The socialists wanted to replace capitalism with their own system. They founded political parties in democratic countries and began to explain their doctrine and recruit members, especially among industrial workers. In nondemocratic countries like Russia, they founded undercover socialist movements.
From the start, the socialists were split into two camps, which agreed on aims but disagreed strongly on the methods of attaining them. In the democratic countries of the West, socialism was evolutionary: its leaders wanted to come to power peacefully by electing enough socialists to take over the government. In nondemocratic countries, whose rulers ruthlessly strove to stamp out the movement, socialism was revolutionary. Revolutionary socialists saw capitalism not as a rival to be overcome by votes, but as an enemy to be overthrown by force. This militant brand of socialism was also called communism, after the brief and bloody attempt to set up a workers’ government in the Paris Commune of 1871.
Evolutionary socialism rapidly gained followers in the advanced industrial countries of continental Europe, especially France, Germany and Belgium. There, socialists controlled the unions and many socialists were elected to the national law-making bodies. Although no socialist party succeeded in winning control of a government, the socialists in the national parliaments were numerous enough to influence government policy.
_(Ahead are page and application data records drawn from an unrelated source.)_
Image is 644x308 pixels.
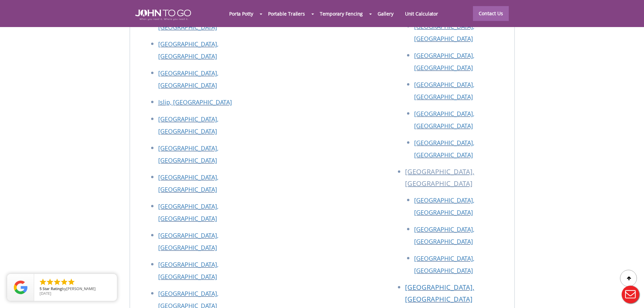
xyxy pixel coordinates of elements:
li:  [46,277,54,286]
a: Unit Calculator [399,6,444,21]
li:  [60,277,69,286]
a: [GEOGRAPHIC_DATA], [GEOGRAPHIC_DATA] [414,109,474,129]
span: 5 [40,286,41,290]
a: Contact Us [473,6,509,21]
a: Islip, [GEOGRAPHIC_DATA] [159,98,232,106]
a: Gallery [372,6,399,21]
a: [GEOGRAPHIC_DATA], [GEOGRAPHIC_DATA] [414,138,474,158]
a: [GEOGRAPHIC_DATA], [GEOGRAPHIC_DATA] [159,69,218,89]
img: JOHN to go [136,10,191,20]
li:  [67,277,76,286]
span: Star Rating [42,286,62,290]
button: Live Chat [617,281,644,308]
li: [GEOGRAPHIC_DATA], [GEOGRAPHIC_DATA] [405,165,507,194]
span: [DATE] [40,290,51,296]
li:  [53,277,61,286]
a: Portable Trailers [263,6,311,21]
a: [GEOGRAPHIC_DATA], [GEOGRAPHIC_DATA] [414,225,474,246]
img: Review Rating [14,281,27,294]
li:  [39,277,47,286]
a: [GEOGRAPHIC_DATA], [GEOGRAPHIC_DATA] [414,22,474,42]
a: Temporary Fencing [315,6,368,21]
a: Porta Potty [224,6,259,21]
a: [GEOGRAPHIC_DATA], [GEOGRAPHIC_DATA] [414,254,474,275]
a: [GEOGRAPHIC_DATA], [GEOGRAPHIC_DATA] [414,51,474,71]
span: [PERSON_NAME] [66,286,96,290]
a: [GEOGRAPHIC_DATA], [GEOGRAPHIC_DATA] [414,80,474,100]
a: [GEOGRAPHIC_DATA], [GEOGRAPHIC_DATA] [159,202,218,223]
a: [GEOGRAPHIC_DATA], [GEOGRAPHIC_DATA] [414,196,474,216]
a: [GEOGRAPHIC_DATA], [GEOGRAPHIC_DATA] [159,11,218,31]
a: [GEOGRAPHIC_DATA], [GEOGRAPHIC_DATA] [159,114,218,136]
span: by [40,286,112,291]
a: [GEOGRAPHIC_DATA], [GEOGRAPHIC_DATA] [159,231,218,252]
a: [GEOGRAPHIC_DATA], [GEOGRAPHIC_DATA] [405,282,474,304]
a: [GEOGRAPHIC_DATA], [GEOGRAPHIC_DATA] [159,173,218,194]
a: [GEOGRAPHIC_DATA], [GEOGRAPHIC_DATA] [159,144,218,165]
a: [GEOGRAPHIC_DATA], [GEOGRAPHIC_DATA] [159,260,218,281]
a: [GEOGRAPHIC_DATA], [GEOGRAPHIC_DATA] [159,40,218,60]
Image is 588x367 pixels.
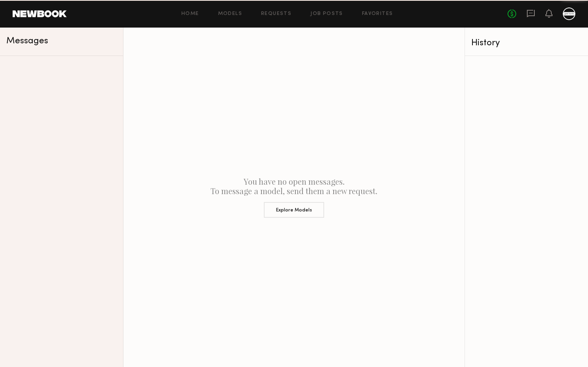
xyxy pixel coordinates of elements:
a: Job Posts [310,11,343,16]
span: Messages [6,36,48,46]
a: Home [181,11,199,16]
a: Favorites [362,11,393,16]
a: Requests [261,11,291,16]
a: Models [218,11,242,16]
button: Explore Models [264,202,324,218]
a: Explore Models [129,196,458,218]
div: You have no open messages. To message a model, send them a new request. [123,27,465,367]
div: History [471,39,581,48]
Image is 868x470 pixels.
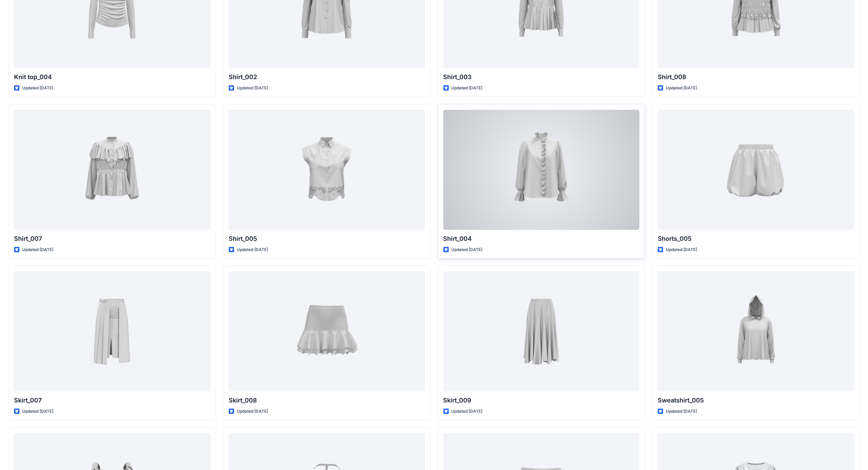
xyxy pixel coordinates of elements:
p: Updated [DATE] [666,85,697,92]
a: Shorts_005 [658,110,854,230]
p: Sweatshirt_005 [658,396,854,405]
p: Shirt_003 [443,72,640,82]
p: Updated [DATE] [22,408,53,415]
p: Shirt_007 [14,234,210,244]
p: Updated [DATE] [452,85,483,92]
p: Updated [DATE] [666,408,697,415]
a: Shirt_004 [443,110,640,230]
p: Updated [DATE] [237,85,268,92]
p: Shirt_008 [658,72,854,82]
p: Updated [DATE] [666,246,697,254]
a: Skirt_007 [14,272,210,391]
p: Knit top_004 [14,72,210,82]
p: Updated [DATE] [237,246,268,254]
a: Shirt_005 [229,110,425,230]
p: Updated [DATE] [22,85,53,92]
p: Updated [DATE] [237,408,268,415]
a: Sweatshirt_005 [658,272,854,391]
p: Skirt_009 [443,396,640,405]
p: Updated [DATE] [452,408,483,415]
p: Skirt_007 [14,396,210,405]
a: Skirt_008 [229,272,425,391]
p: Updated [DATE] [22,246,53,254]
p: Updated [DATE] [452,246,483,254]
p: Shirt_005 [229,234,425,244]
p: Skirt_008 [229,396,425,405]
a: Shirt_007 [14,110,210,230]
p: Shorts_005 [658,234,854,244]
p: Shirt_002 [229,72,425,82]
a: Skirt_009 [443,272,640,391]
p: Shirt_004 [443,234,640,244]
The evolution to socialism which businessmen dreaded did not take place, but many socialist proposals were adopted, further easing the lot of workers and poor citizens. The German socialists were particularly successful and in Germany a broad program of social benefits was written into law.
Socialism had few followers in the United States, where it was easier to acquire property and set up small businesses than in Europe. Most Americans looked on socialism as something foreign and the American Socialist party remained weak in numbers and strength. Socialist ideas, however, strongly influenced the “grass-roots” movement of farmers and labourers known as Populism, which flourished in the Middle West and West and reached a peak of political strength early in the twentieth century.
In Great Britain, too, socialism made little headway. Although the British unions were much stronger, richer and more firmly established than those of any other country, they were also more conservative. British working men had no political tradition and tended to resist new ideas, especially if they came from abroad. For years, union leaders and members alike remained indifferent to socialism.
Meanwhile, however, socialist ideas gained favour among liberal minded men and women of the middle class and even the upper class. In 1906, the Labour Party was founded, on a program of socialist principles. Gradually the working class and the labour unions came to support the Labour party. Thereafter, control of the party remained mostly in the hands of union leaders. Thus, in Great Britain, the unions dominated the socialists, while on the continent the socialists dominated the unions.